Stored records
□ □ □ □

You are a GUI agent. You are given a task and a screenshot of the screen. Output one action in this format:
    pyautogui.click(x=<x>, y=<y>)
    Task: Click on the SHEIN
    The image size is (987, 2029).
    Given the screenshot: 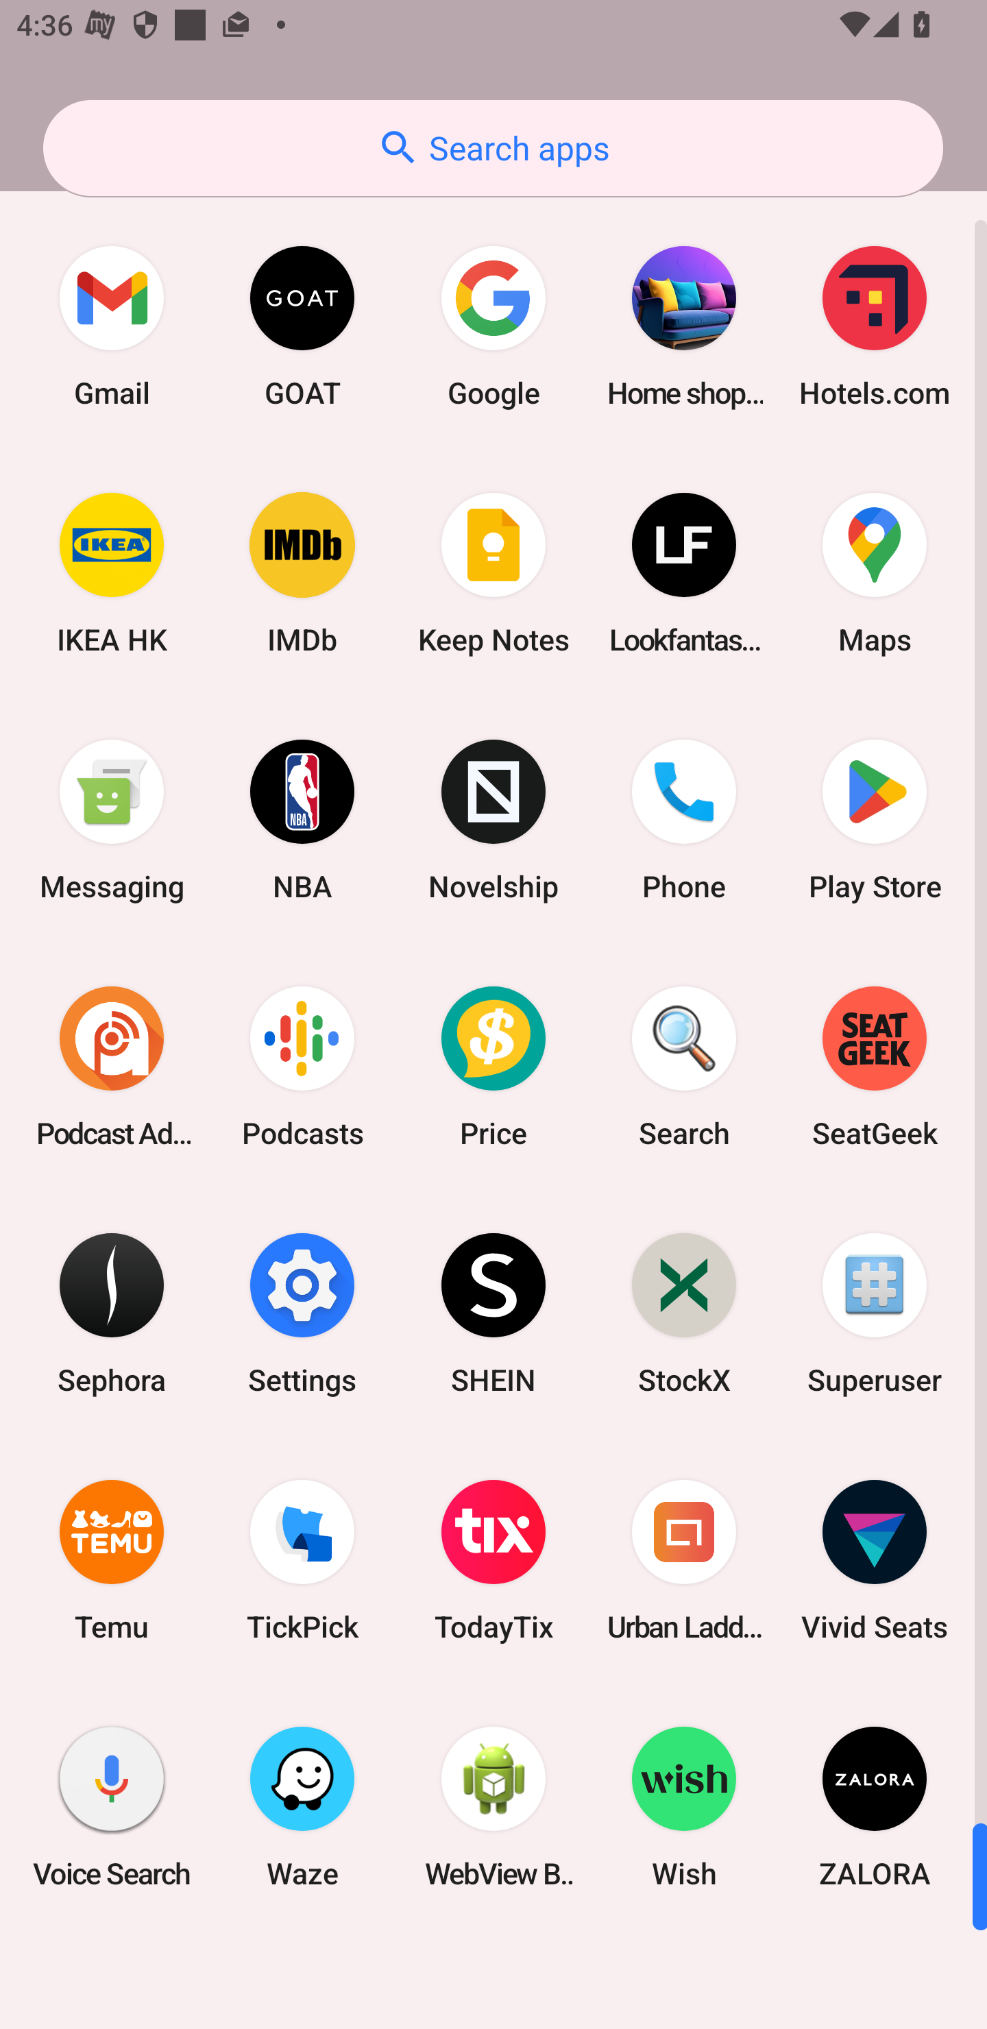 What is the action you would take?
    pyautogui.click(x=493, y=1312)
    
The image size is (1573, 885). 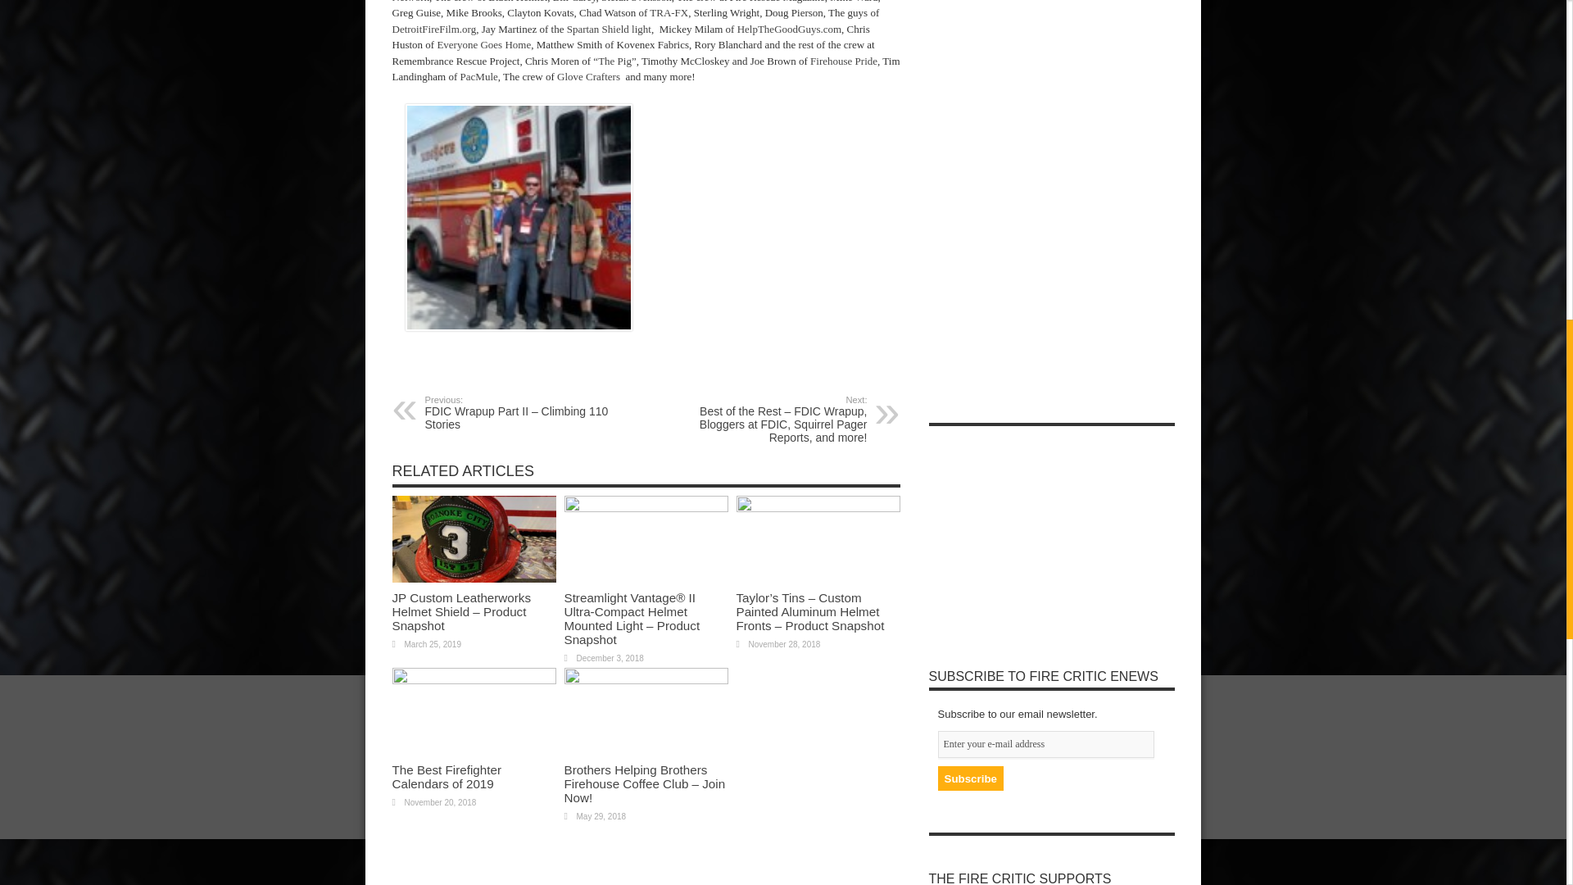 I want to click on Everyone Goes Home, so click(x=482, y=44).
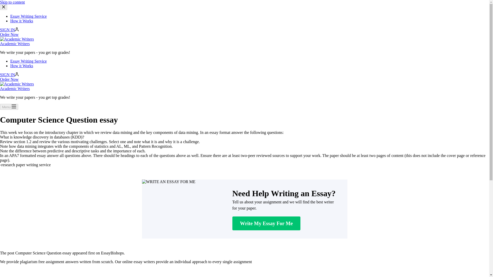 The image size is (493, 277). Describe the element at coordinates (9, 107) in the screenshot. I see `Menu` at that location.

□ □ □ □

PROBLEM REQUIREMENTS: Up to and including the line that contains "The image size is (987, 2029).", output the records above exactly, beginning with their first line.

FINAL ANSWER:
You are a GUI agent. You are given a task and a screenshot of the screen. Output one action in this format:
    pyautogui.click(x=<x>, y=<y>)
    Task: Click on the SHEIN
    The image size is (987, 2029).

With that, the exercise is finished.